Now you can blame the democrats for making that happen. You can blame the republicans for allowing it to happen. But a fair share, if not the majority of the blame, has to go to the American public for taking out loans that went well beyond their means to repay.
Case in point: my wife and I were shopping for our first house in 1996. We both had full-time professional jobs at the time and were doing OK financially. We determined how much we were reasonably willing to pay for a house, how much we would put down, and how much we would mortgage. We determined that anything beyond those amounts would stretch us beyond our means. It would be too high-risk for us, and would frankly be very financially irresponsible of us to buy beyond those numbers.
When we went to the mortgage company that we chose to use to start the process, they came back and told us that we were pre-approved for a loan amount that was around $250k beyond our own numbers.

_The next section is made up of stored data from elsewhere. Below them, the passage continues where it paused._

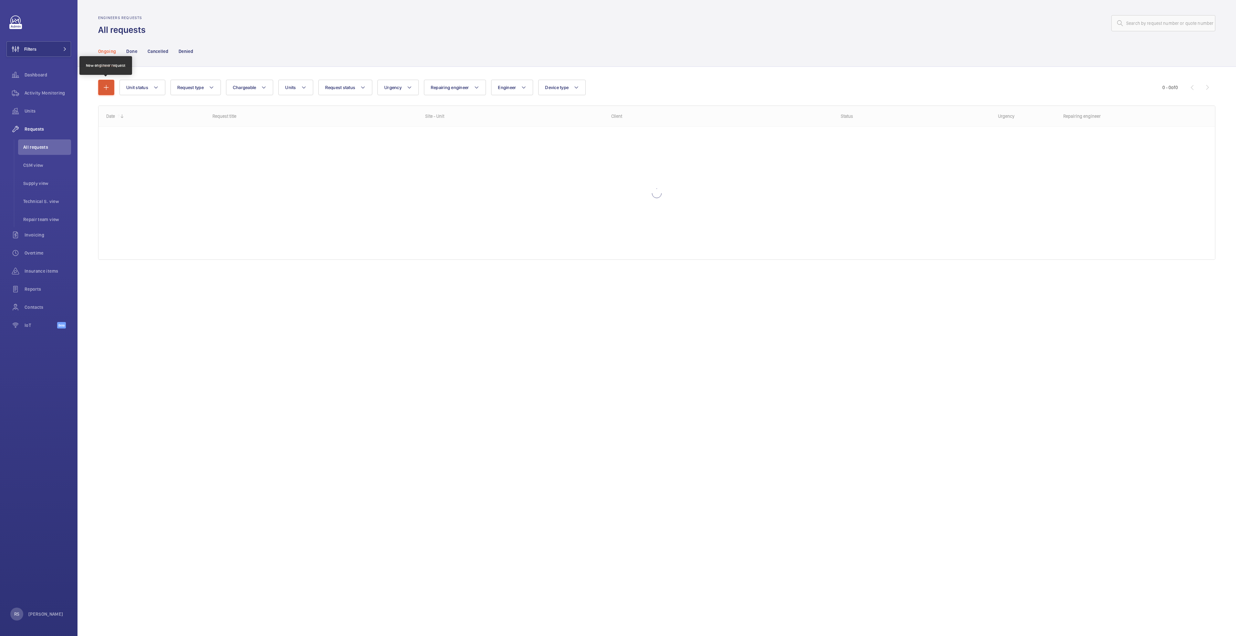  Describe the element at coordinates (562, 88) in the screenshot. I see `button: Device type` at that location. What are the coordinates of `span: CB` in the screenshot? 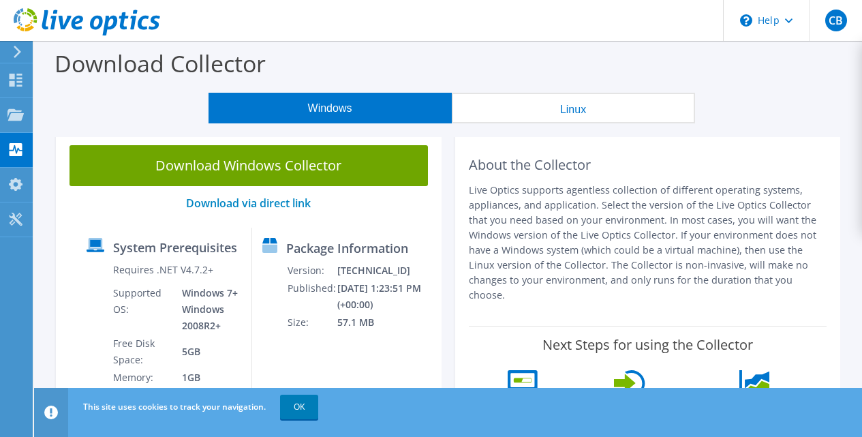 It's located at (836, 20). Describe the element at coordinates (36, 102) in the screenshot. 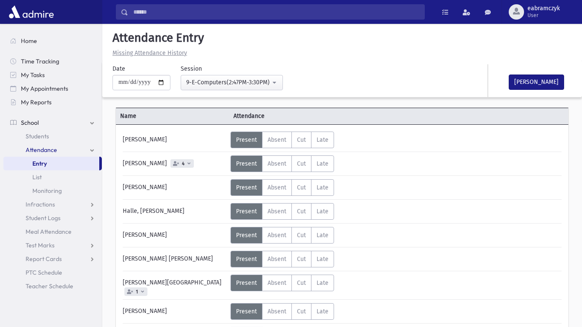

Had we been stupid and said "woo-hoo" and bought a house beyond what we determined as financially reasonable for us, we would have eventually been foreclosed on, because despite what the banks were telling us, we could not afford it.
Unfortunately, for a lot of people, they took the loans, spent well beyond their means, and lost out in the end.
As far as I'm concerned, many of the folks who got screwed during the mortgage industry collapse had nobody to blame but themselves.